Automated alert grouping
Automated alert grouping is a process that uses historical data to automatically organize similar alerts into groups. These alerts could be system issues, like server errors or network outages. By grouping related alerts together, it helps teams quickly identify patterns, manage recurring problems, and reduce the noise from too many individual alerts.
Imagine you’re monitoring a city’s traffic system. You get a lot of alerts—like reports of accidents, traffic jams, and road closures. Automated alert grouping works like a smart assistant that organizes these alerts based on patterns, so you can see related issues together and respond more efficiently. These automated alert groups are displayed in the Express List within the Service Operations Workspace.
How do you enable this grouping
To enable machine learning-based automation for alert correlation, set the property Enable ML based Automation correlation (sa_analytics.specific_patterns_enabled) to true.
If the Domain Support - Domain Extensions Installer is activated, alert aggregation patterns are created based on the domain level defined in the sa_analytics.agg.learner_domain_level property. By default, this domain level is set to two, which corresponds to the second level in the domain hierarchy. For example, in a company, Level 1 might represent the company itself, while Level 2 could represent departments or teams within the company. Alerts are grouped based on this second level, like sorting them by department or team. For more details, Domain separation and Event Management.
How does it work
Automated alert grouping uses machine learning (ML) and historical data to identify patterns among alerts. It looks at specific characteristics, called pattern identifiers—such as the type of issue, the affected system, CI or metric that happened multiple times within a similar time period—to determine if alerts are related. The Alert Aggregation Learner uses algorithms to group alerts based on patterns. Specifically, it uses pattern-based algorithms and probabilistic methods to analyze incoming alerts and identify related ones.
- Analyze Historical Data: The system studies past alerts to learn patterns and relationships.
- Apply Machine Learning: ML algorithms analyze historical alert data to identify patterns and relationships among alerts. It enables the system to learn from past incidents and improve its ability to group similar alerts together over time.
- Group Similar Alerts: Alerts with matching patterns are automatically grouped together.
- 8:00 AM: Accident on Main Street
- 8:05 AM: Traffic jam near Main Street
- 8:10 AM: Road closure on Main Street
Benefits
- Find Recurring Issues: Quickly spot patterns (like a server consistently overheating).
- Save Time: Handle groups of related alerts instead of individual ones.
- Improve Response: Focus on fixing the root cause rather than dealing with scattered issues.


The problem: In the listing below, locate the line that contains "You are a GUI" and the line that contains "The image size is (1063, 606).". Restate word for word those two lines and every line between them, and nothing else.

Materials provided:
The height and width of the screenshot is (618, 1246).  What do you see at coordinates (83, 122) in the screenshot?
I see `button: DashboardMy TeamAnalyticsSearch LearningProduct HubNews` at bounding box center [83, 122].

---

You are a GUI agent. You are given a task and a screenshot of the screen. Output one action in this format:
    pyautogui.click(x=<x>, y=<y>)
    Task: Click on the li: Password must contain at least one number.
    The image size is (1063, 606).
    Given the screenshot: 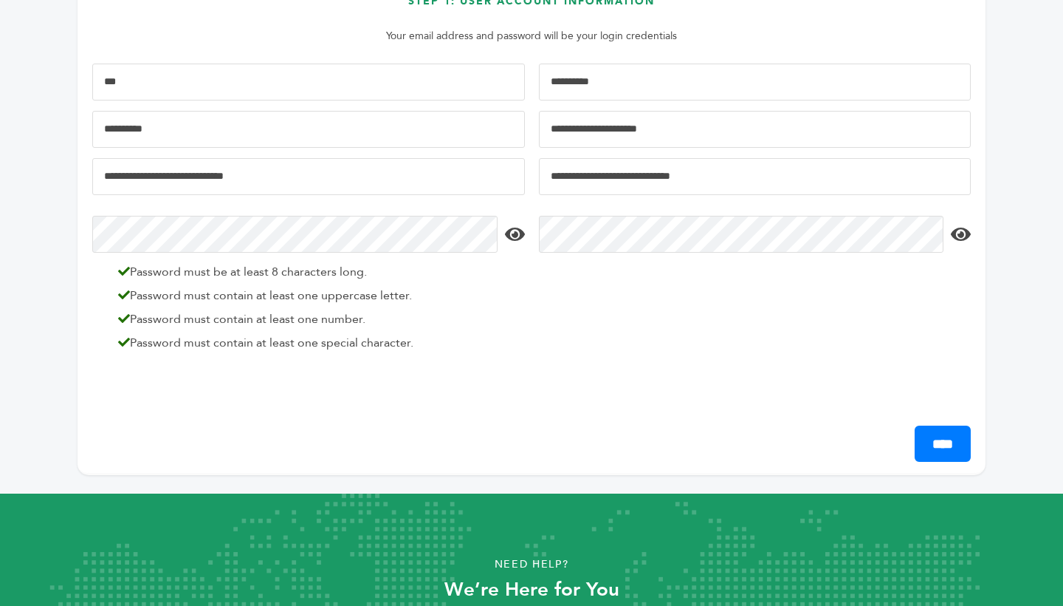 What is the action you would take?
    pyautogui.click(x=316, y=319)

Answer box:
You are a GUI agent. You are given a task and a screenshot of the screen. Output one action in this format:
    pyautogui.click(x=<x>, y=<y>)
    Task: Click on the li: Password must contain at least one number.
    The image size is (1063, 606).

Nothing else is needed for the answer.